Is General Artificial Intelligence Safe?

Imagine a superintelligent artificial intelligence (or perhaps a superintelligent extra terrestrial) were to arrive on Earth. Would it be evil?

I have argued in the negative. A superintelligence, be it AI, biological, or otherwise, could not be evil/totalitarian because totalitarianism is inherently static: intellectually and morally (and hence technologically, politically) such a system cannot make the progress necessary to attain, sustain, and evolve (improve) itself.

This is because a prerequisite to progress are mechanisms (e.g., traditions, institutions, etc.) of free conjectures and criticisms, which are categorically incompatible with totalitarianism. The argument resembles that for the necessity of altruism to have evolved: organisms that were not reciprocally altruistic could not survive.

Superintelligence extends this logic (whether it be  a mind or a civilization). A superintelligence would need to be linguistically competent, and linguistic competence all but entails moral goodness, not evil. This is not to say that linguistically competent entities cannot be evil—one need merely review the history of totalitarians. But, I am including in linguistic competence a dialectical competence: a competence for an inner dialogue with your “daemon” (in Plato’s words), your “inner witness” (in Adam Smith’s words), your conscience (in C.S. Lewis’s words). And by this definition or criterion of linguistic competence, totalitarians are linguistically incompetent: they speak—and think—in clichés.

Internal to any genuine general intelligence—which I am equating with linguistic competence—is a marketplace of ideas, in which good explanations—truth, beauty, wisdom, moral rightness—will, ultimately, emerge. Evil can only be local and ephemeral: evil is essentially stupid, and stupidity inevitably collapses (hence all totalitarians have fallen (or shall)).

It follows that a superintelligent AI would necessarily be good, not evil. However, that may not be true of a weak AI built upon deep learning.

Plato observed that evil is not a “something”; it is a “nothing”. That is, evil is the absence of goodness. Hence, programming in goodness—an explicit, positive morality— into AI is necessary to preempt the emergence of evil. Even if deep learning were sufficient for AI to attain general intelligence (and superintelligence), we ought not to pursue it because a deep learning neural net is the ideal “citizen” of totalitarianism: because it has a minimal preprogramming, an external agency (e.g., a totalitarian government, company, individual) could literally make it in its image.

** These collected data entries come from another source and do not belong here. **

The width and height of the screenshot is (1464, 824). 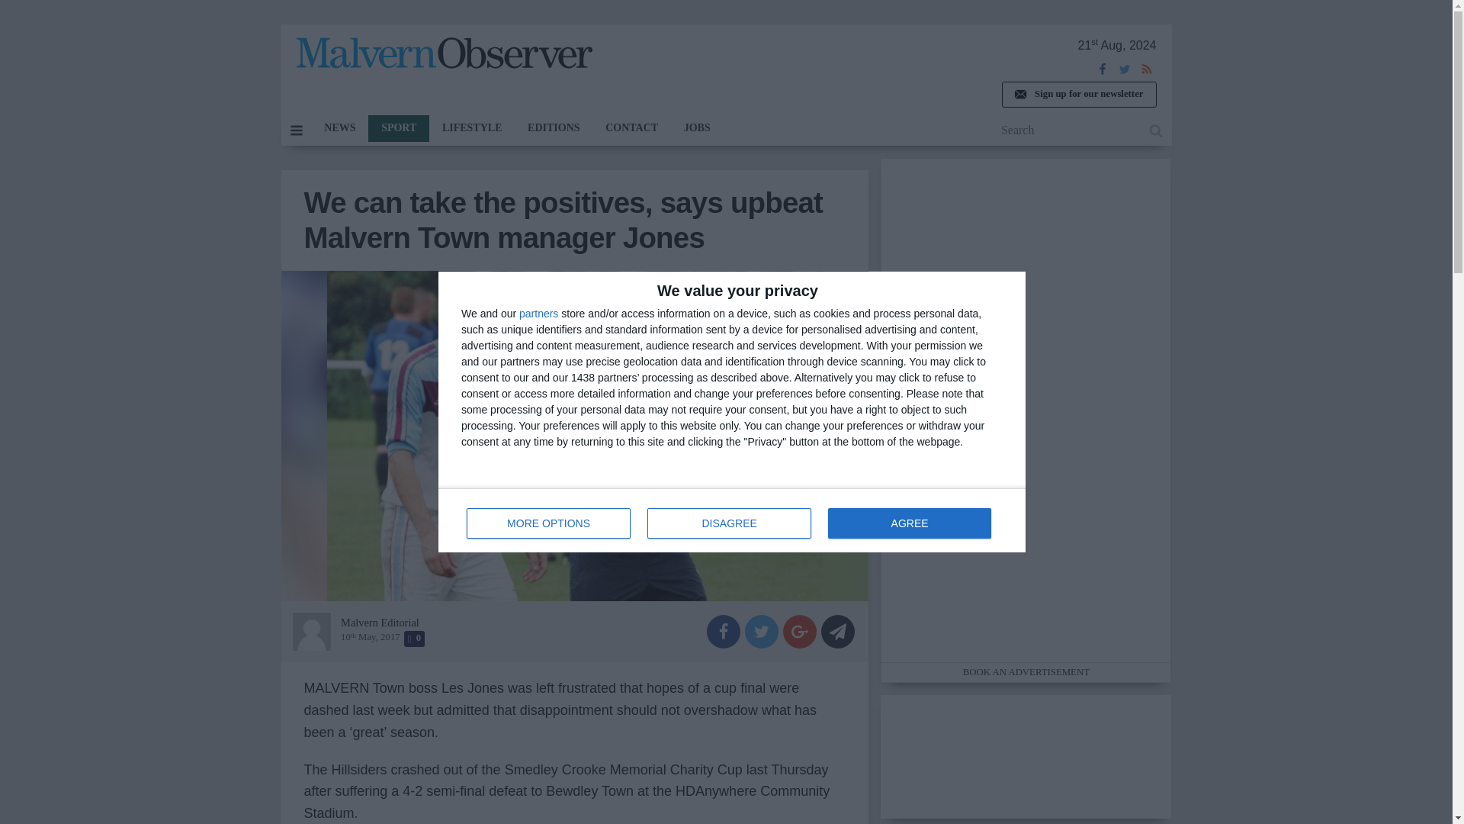 What do you see at coordinates (631, 128) in the screenshot?
I see `partners` at bounding box center [631, 128].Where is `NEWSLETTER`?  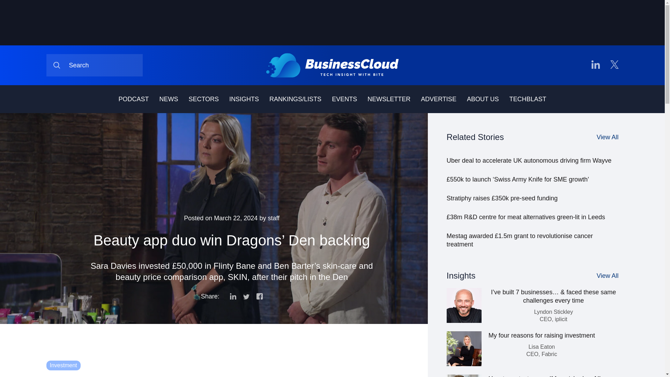
NEWSLETTER is located at coordinates (389, 99).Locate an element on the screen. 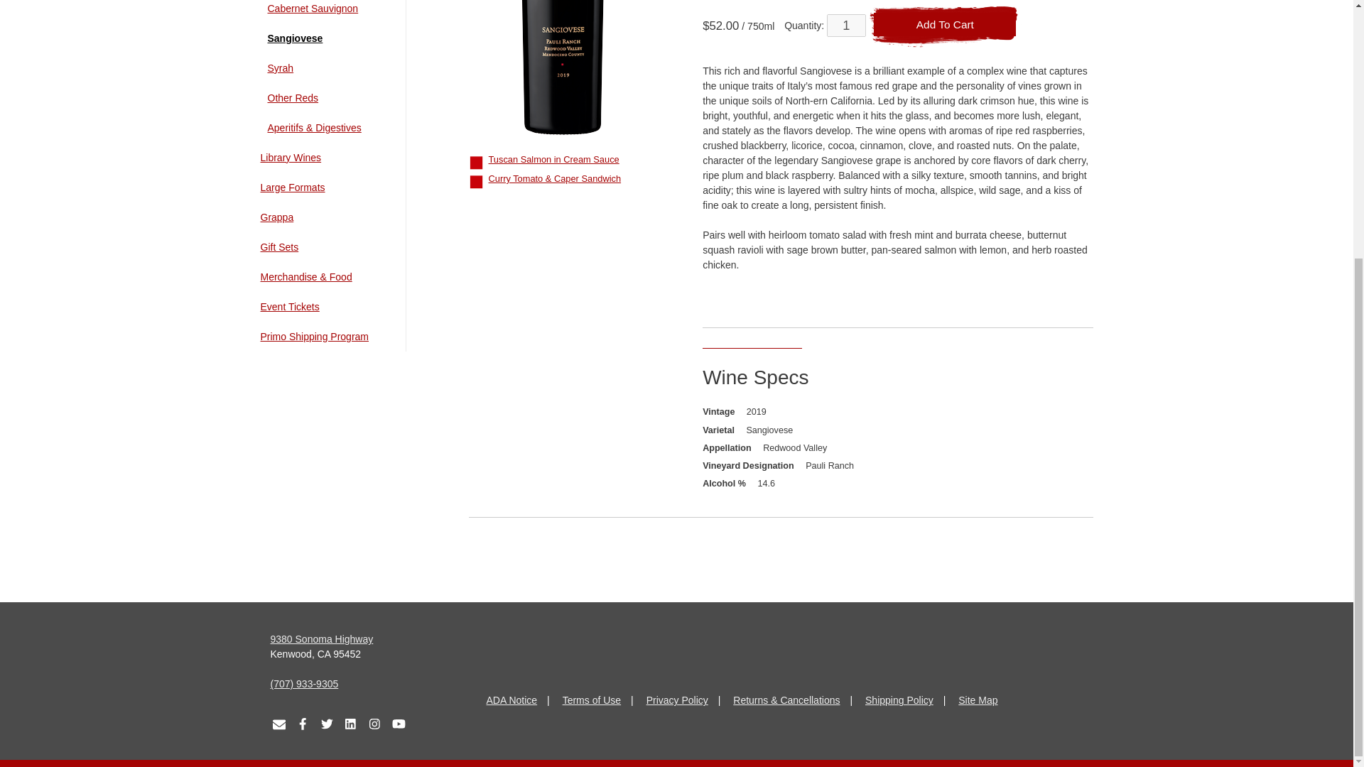 The height and width of the screenshot is (767, 1364). Follow us on YouTube is located at coordinates (398, 720).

The neural net need not even have been designed by the malicious government/company/individual: the neural net is vulnerable to corruption by any environmental influence. We have witnessed this in trolls online corrupting deep learning bots—the latter are blank slates on which the former can “write” whatever they will.

Deep learning—in its malleability, gullibility, and exploitability—is an existential danger, and inherently and irredeemably so: the power of a neural net is that it can learn anything, and hence can learn to be evil. Thus if totalitarian AI is to rise, it will be based on deep learning, and hence must be countered by strong AI.

A superintelligence based on strong AI—specifically the anthronoetic (human-style) AI being developed at Oceanit—would not only be moral: it would be supermoral. Like the domains of science, technology, philosophy, politics, and aesthetics, morality consists of “problems” (e.g., “What is the good life?”), and all problems in all domains are solvable with the requisite intelligence. Hence the outstanding questions of morality have answers, and a superintelligent AI could create them, discovering in the process new questions to be answered in an infinite exploration of the moral universe.